New Report Indicates Tort Reform Would Do Almost Nothing to Reduce Healthcare Costs

Healthcare is expensive, as is medical insurance. Experts have examined the origins of these costs and come up with numerous suggestions for how to reduce them. Tort Reform is one of the most controversial of the proposed solutions. Tort reform is a broad based term used to define any effort to limit the public’s right to pursue personal injury lawsuits. Although the term covers all types of personal injury cases, the most popular proposals often involve limits to the amount that can be awarded to an injured party in the case of malpractice or medical negligence. Those who support it claim that by capping damages in medical malpractice cases, physicians would not have to pay such high malpractice insurance premiums and would be less likely to perform “unnecessary” tests to avoid making mistakes, reducing healthcare costs.

A new report issued by the Center for Progressive Reform examines the real origins of high health care costs in order to determine whether or not medical tort reform would actually save money. According to Healthcare Finance News, the report found that medical malpractice insurance and payments to injured patients only amounts to 0.3 percent of annual healthcare costs.

The authors claim that insurance companies place the blame for high healthcare costs on “defensive medicine,” which is the practice wherein doctors perform an overabundance of tests that may not be necessary to ensure nothing is overlooked or misdiagnosed. Insurance companies are some of the biggest proponents of tort reform and claim that limits on damages would reduce the need for defensive medicine. The authors continue by contending rising healthcare costs actually result from an aging population, rising costs of prescription drugs, an increase in chronic conditions, and the high demand for state-of-the-art technology.

Co-author Sidney Shapiro says, “Tort reform proposals aren’t about reducing the cost of healthcare. They’re about increasing insurance companies’ profits.” Instead of focusing on tort reform, which can further injure patients, the focus should be on lowering the amount of medical errors each year. A reported 98,000 deaths are caused each year by preventable medical errors, which cost between 17 and 29 billion dollars annually.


◆ **The task**:
Repeat the listing word for word. Leave every picture out.
═══ Stored data ═══
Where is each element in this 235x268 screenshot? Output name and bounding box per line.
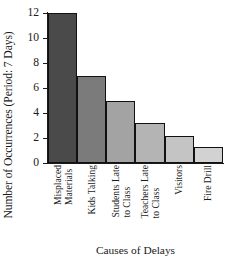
category-label-line-1: Students Late: [109, 165, 120, 218]
category-label-line-1: Visitors: [173, 165, 184, 195]
x-axis-category-cell: Students Lateto Class: [106, 165, 135, 241]
x-axis-category-cell: Teachers Lateto Class: [135, 165, 164, 241]
category-label-line-1: Misplaced: [51, 165, 62, 205]
y-axis-tick-label: 2: [17, 132, 39, 144]
category-label-line-2: Materials: [63, 165, 74, 205]
bar: [165, 136, 194, 164]
x-axis-category-cell: Kids Talking: [77, 165, 106, 241]
x-axis-category-labels: MisplacedMaterialsKids TalkingStudents L…: [48, 165, 223, 241]
category-label-line-1: Fire Drill: [202, 165, 213, 201]
y-axis-tick-label: 4: [17, 107, 39, 119]
category-label-line-1: Teachers Late: [139, 165, 150, 218]
plot-area: [48, 13, 223, 163]
bar: [135, 123, 164, 163]
y-axis-title: Number of Occurrences (Period: 7 Days): [3, 31, 15, 218]
y-axis-tick-label: 8: [17, 57, 39, 69]
y-axis-tick-label: 12: [17, 7, 39, 19]
x-axis-category-cell: Visitors: [165, 165, 194, 241]
category-label-line-2: to Class: [150, 165, 161, 218]
bar: [194, 147, 223, 163]
x-axis-title: Causes of Delays: [48, 245, 223, 256]
pareto-bar-chart: Number of Occurrences (Period: 7 Days) 0…: [0, 0, 235, 268]
y-axis-title-wrap: Number of Occurrences (Period: 7 Days): [0, 0, 18, 250]
x-axis-category-label: Teachers Lateto Class: [140, 165, 161, 218]
y-axis-tick-label: 0: [17, 157, 39, 169]
y-axis-tick-label: 10: [17, 32, 39, 44]
bar-series: [48, 13, 223, 163]
y-axis-tick-labels: 024681012: [17, 0, 39, 268]
x-axis-category-label: Visitors: [174, 165, 185, 195]
x-axis-category-label: Kids Talking: [86, 165, 97, 215]
x-axis-category-label: MisplacedMaterials: [52, 165, 73, 205]
bar: [77, 76, 106, 164]
x-axis-category-cell: Fire Drill: [194, 165, 223, 241]
x-axis-category-label: Fire Drill: [203, 165, 214, 201]
category-label-line-1: Kids Talking: [85, 165, 96, 215]
x-axis-category-cell: MisplacedMaterials: [48, 165, 77, 241]
bar: [106, 101, 135, 164]
x-axis-category-label: Students Lateto Class: [110, 165, 131, 218]
y-axis-tick-label: 6: [17, 82, 39, 94]
category-label-line-2: to Class: [121, 165, 132, 218]
bar: [48, 13, 77, 163]
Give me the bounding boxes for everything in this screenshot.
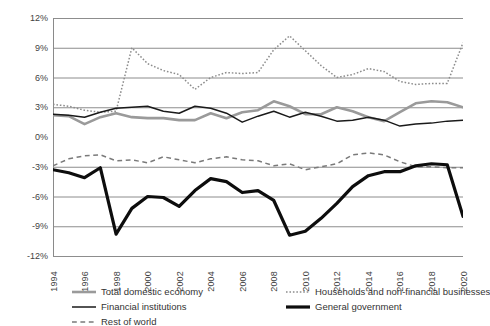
═══
◆ **Solution to this problem**:
Where is each element in this 235x268 screenshot? Output name and bounding box per line.
category-label-line-1: Students Late: [109, 165, 120, 218]
category-label-line-1: Visitors: [173, 165, 184, 195]
x-axis-category-cell: Students Lateto Class: [106, 165, 135, 241]
x-axis-category-cell: Teachers Lateto Class: [135, 165, 164, 241]
category-label-line-1: Misplaced: [51, 165, 62, 205]
y-axis-tick-label: 2: [17, 132, 39, 144]
category-label-line-2: Materials: [63, 165, 74, 205]
bar: [165, 136, 194, 164]
x-axis-category-cell: Kids Talking: [77, 165, 106, 241]
x-axis-category-labels: MisplacedMaterialsKids TalkingStudents L…: [48, 165, 223, 241]
category-label-line-1: Fire Drill: [202, 165, 213, 201]
y-axis-tick-label: 4: [17, 107, 39, 119]
category-label-line-1: Teachers Late: [139, 165, 150, 218]
plot-area: [48, 13, 223, 163]
bar: [135, 123, 164, 163]
y-axis-title: Number of Occurrences (Period: 7 Days): [3, 31, 15, 218]
y-axis-tick-label: 8: [17, 57, 39, 69]
y-axis-tick-label: 12: [17, 7, 39, 19]
x-axis-category-cell: Visitors: [165, 165, 194, 241]
category-label-line-2: to Class: [150, 165, 161, 218]
bar: [194, 147, 223, 163]
x-axis-title: Causes of Delays: [48, 245, 223, 256]
pareto-bar-chart: Number of Occurrences (Period: 7 Days) 0…: [0, 0, 235, 268]
y-axis-title-wrap: Number of Occurrences (Period: 7 Days): [0, 0, 18, 250]
x-axis-category-label: Teachers Lateto Class: [140, 165, 161, 218]
y-axis-tick-label: 0: [17, 157, 39, 169]
y-axis-tick-label: 10: [17, 32, 39, 44]
bar-series: [48, 13, 223, 163]
y-axis-tick-labels: 024681012: [17, 0, 39, 268]
x-axis-category-label: Visitors: [174, 165, 185, 195]
x-axis-category-label: Kids Talking: [86, 165, 97, 215]
x-axis-category-label: MisplacedMaterials: [52, 165, 73, 205]
bar: [77, 76, 106, 164]
x-axis-category-cell: Fire Drill: [194, 165, 223, 241]
x-axis-category-label: Fire Drill: [203, 165, 214, 201]
category-label-line-1: Kids Talking: [85, 165, 96, 215]
x-axis-category-cell: MisplacedMaterials: [48, 165, 77, 241]
bar: [106, 101, 135, 164]
x-axis-category-label: Students Lateto Class: [110, 165, 131, 218]
y-axis-tick-label: 6: [17, 82, 39, 94]
category-label-line-2: to Class: [121, 165, 132, 218]
bar: [48, 13, 77, 163]
Give me the bounding boxes for everything in this screenshot.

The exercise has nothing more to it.